Decision report 201101056

  • Case ref:
    201101056
  • Date:
    April 2012
  • Body:
    Care Inspectorate
  • Sector:
    Scottish Government and Devolved Administration
  • Outcome:
    Not upheld, no recommendations
  • Subject:
    complaints handling

Summary
After she was admitted to a private care home, Mr C had concerns about his mother's care and treatment there. He complained to the care home and then to the Care Commission (this organisation is now called the Care Inspectorate). The Care Commission responded to six separate complaints over an eight-month period. They upheld most of them, and made recommendations for improvement.

While Mr C awaited the outcome of the last of the six complaints investigated by the Care Commission the care home was the subject of a themed inspection by Care Commission officers (as part of that body's regulatory function).

Mr C had taken issue with the Care Commission's previous overall grading of the care home as ‘good’. He believed that this grading should not have been maintained after a more recent inspection and sought to have this investigated as a complaint. However, the Care Commission and then the Care Inspectorate told him that this could not be dealt with through the complaints procedure. When Mr C persisted, the Care Inspectorate told him that they intended to apply to him part of that procedure relating to persistent and vexatious complainants.

Mr C then complained to the SPSO that this procedure was incorrectly applied. We did not uphold this, however, as we found that Mr C had inappropriately persisted in pressing the matter as a complaint, despite having had it clearly explained to him that the complaints procedures excluded complaints about the inspection process.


→ HOW TO COMPLETE THIS TASK: Whenever the word "chevron" appears in a line of the listing, copy that line.

→ RECORDS TO USE:
>>>

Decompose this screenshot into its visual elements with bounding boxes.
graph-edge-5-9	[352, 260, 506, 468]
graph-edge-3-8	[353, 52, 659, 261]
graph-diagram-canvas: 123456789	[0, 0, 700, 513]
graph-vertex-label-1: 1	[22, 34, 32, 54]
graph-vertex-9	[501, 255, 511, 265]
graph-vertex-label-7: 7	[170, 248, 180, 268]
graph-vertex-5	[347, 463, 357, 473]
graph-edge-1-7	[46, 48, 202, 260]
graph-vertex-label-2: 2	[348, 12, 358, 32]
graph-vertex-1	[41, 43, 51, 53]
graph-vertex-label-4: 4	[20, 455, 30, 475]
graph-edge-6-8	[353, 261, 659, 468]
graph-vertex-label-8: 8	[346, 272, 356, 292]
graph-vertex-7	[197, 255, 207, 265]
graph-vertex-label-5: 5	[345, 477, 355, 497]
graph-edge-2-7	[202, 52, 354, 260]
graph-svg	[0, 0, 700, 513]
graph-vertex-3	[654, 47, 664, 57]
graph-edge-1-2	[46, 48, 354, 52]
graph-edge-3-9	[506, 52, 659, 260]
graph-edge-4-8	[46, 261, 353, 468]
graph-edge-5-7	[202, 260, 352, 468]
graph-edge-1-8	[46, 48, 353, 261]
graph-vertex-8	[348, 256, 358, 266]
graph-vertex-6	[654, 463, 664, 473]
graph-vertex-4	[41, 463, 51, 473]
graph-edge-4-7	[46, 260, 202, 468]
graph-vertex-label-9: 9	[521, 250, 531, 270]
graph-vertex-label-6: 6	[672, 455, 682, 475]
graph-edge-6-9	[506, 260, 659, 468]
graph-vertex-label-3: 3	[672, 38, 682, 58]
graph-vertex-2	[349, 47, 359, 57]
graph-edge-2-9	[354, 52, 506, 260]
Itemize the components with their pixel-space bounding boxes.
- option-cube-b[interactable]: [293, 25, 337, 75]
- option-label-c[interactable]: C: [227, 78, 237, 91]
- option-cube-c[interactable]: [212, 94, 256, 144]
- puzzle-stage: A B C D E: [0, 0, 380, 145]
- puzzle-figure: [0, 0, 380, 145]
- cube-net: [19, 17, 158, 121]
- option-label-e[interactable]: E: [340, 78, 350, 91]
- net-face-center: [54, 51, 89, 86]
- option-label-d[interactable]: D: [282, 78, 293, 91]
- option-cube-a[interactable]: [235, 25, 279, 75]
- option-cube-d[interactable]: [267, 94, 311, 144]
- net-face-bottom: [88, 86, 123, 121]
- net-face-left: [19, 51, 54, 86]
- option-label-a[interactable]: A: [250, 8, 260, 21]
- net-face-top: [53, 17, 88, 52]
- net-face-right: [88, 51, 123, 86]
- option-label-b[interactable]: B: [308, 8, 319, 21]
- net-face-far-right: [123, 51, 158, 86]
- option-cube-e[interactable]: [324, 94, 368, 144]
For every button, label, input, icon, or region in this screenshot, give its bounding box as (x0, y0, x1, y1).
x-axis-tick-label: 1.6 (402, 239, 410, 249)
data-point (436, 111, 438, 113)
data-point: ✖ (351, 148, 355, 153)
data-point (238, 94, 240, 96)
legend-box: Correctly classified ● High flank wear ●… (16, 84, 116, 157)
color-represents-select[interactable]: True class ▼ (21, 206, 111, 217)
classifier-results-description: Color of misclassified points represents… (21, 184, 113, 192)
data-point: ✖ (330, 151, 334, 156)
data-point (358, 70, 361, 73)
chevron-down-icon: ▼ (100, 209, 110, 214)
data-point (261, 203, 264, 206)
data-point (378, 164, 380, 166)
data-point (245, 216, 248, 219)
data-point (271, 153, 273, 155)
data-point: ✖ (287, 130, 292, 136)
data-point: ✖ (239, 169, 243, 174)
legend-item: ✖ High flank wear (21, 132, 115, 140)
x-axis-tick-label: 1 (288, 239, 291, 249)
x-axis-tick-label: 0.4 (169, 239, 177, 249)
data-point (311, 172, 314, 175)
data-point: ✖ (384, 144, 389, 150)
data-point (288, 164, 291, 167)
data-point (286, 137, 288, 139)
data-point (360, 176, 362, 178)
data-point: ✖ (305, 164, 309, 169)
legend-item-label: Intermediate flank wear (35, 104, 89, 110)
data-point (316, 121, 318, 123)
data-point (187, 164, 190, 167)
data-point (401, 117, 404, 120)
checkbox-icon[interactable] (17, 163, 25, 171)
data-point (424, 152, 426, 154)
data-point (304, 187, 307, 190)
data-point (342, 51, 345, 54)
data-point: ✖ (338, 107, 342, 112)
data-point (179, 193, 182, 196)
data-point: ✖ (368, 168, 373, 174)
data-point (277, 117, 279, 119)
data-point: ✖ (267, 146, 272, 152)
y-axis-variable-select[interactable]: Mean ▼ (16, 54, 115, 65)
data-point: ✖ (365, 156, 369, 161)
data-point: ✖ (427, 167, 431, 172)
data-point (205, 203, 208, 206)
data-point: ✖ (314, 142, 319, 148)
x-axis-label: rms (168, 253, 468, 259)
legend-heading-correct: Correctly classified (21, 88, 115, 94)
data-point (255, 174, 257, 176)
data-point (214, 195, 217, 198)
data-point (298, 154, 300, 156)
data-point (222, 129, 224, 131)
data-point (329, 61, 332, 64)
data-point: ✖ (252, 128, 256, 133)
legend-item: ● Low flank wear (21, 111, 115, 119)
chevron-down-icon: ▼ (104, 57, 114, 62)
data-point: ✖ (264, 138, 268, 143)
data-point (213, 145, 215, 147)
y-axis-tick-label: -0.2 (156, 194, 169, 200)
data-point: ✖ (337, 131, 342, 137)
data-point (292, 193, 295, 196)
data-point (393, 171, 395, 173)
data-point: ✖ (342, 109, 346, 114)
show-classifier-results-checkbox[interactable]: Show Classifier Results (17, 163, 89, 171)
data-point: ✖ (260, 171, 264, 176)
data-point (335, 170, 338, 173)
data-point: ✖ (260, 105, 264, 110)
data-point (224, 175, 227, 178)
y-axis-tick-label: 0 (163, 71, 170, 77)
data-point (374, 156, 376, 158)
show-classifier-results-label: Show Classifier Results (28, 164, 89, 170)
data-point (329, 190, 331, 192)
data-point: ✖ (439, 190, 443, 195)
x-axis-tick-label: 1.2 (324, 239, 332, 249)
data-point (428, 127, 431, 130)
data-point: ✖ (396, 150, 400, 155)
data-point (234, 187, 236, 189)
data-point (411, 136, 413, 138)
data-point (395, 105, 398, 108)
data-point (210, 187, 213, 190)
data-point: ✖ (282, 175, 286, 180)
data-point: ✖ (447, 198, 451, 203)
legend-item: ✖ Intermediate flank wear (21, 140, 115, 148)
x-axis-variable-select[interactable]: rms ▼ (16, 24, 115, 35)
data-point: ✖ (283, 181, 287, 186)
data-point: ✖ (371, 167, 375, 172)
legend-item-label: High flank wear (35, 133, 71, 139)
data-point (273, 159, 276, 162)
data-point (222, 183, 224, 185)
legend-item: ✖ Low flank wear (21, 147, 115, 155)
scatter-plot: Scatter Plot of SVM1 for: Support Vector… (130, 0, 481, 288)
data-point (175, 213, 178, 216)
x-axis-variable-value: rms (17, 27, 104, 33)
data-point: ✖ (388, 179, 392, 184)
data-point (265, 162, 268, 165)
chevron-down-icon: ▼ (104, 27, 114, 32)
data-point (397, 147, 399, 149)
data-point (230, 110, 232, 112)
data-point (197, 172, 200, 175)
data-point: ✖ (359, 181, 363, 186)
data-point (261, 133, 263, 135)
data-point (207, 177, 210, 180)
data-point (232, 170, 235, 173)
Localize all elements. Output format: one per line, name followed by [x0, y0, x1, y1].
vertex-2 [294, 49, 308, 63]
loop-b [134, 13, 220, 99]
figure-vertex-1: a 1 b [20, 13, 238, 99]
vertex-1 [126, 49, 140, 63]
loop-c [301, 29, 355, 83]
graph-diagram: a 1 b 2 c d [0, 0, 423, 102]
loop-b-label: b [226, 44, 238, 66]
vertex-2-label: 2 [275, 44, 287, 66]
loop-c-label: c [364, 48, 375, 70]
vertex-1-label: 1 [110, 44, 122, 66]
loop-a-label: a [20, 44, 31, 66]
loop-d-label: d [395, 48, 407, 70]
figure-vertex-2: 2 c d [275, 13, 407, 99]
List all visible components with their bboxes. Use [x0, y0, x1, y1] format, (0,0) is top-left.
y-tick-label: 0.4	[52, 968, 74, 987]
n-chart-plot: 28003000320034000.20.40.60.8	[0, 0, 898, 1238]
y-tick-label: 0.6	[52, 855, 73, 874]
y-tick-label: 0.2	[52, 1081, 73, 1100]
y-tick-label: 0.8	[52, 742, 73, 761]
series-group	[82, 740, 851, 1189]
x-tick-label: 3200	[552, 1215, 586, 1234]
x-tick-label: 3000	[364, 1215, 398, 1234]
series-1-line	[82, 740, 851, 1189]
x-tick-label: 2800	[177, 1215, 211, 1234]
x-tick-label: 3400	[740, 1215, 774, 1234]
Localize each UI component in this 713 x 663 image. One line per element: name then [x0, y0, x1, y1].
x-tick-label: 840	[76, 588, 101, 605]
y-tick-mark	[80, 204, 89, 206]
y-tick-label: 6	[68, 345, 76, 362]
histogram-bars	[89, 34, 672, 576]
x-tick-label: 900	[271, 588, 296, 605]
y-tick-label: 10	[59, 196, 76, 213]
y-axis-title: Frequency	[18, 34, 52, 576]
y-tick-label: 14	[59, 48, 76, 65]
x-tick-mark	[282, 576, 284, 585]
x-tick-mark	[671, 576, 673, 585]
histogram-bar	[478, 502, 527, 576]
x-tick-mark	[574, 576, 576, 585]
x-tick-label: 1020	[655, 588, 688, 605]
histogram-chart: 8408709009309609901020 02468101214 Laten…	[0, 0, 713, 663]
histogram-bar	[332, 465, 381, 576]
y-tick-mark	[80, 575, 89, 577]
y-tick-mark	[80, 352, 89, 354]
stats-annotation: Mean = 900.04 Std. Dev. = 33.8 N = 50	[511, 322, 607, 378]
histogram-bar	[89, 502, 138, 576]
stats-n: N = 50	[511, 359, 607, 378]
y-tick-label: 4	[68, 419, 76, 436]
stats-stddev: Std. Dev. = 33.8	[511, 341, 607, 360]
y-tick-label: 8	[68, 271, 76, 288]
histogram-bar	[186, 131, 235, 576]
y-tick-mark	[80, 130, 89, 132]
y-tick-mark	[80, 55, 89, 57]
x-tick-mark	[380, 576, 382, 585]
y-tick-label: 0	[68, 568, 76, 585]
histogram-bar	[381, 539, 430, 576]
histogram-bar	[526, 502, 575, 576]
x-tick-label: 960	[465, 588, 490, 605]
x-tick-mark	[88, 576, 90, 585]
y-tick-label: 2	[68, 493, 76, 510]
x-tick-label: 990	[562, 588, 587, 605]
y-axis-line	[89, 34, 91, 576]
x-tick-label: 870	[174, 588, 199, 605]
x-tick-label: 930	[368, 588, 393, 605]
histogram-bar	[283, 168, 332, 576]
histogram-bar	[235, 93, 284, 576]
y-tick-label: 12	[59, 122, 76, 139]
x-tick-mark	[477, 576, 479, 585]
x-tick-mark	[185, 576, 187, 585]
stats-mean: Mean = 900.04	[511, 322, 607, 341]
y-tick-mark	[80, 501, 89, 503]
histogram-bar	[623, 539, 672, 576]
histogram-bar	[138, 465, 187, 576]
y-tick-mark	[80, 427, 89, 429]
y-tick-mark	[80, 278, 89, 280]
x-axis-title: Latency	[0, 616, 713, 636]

<<<

→ EXERCISE SOLUTION:
chevron-down-icon: ▼ (100, 209, 110, 214)
chevron-down-icon: ▼ (104, 57, 114, 62)
chevron-down-icon: ▼ (104, 27, 114, 32)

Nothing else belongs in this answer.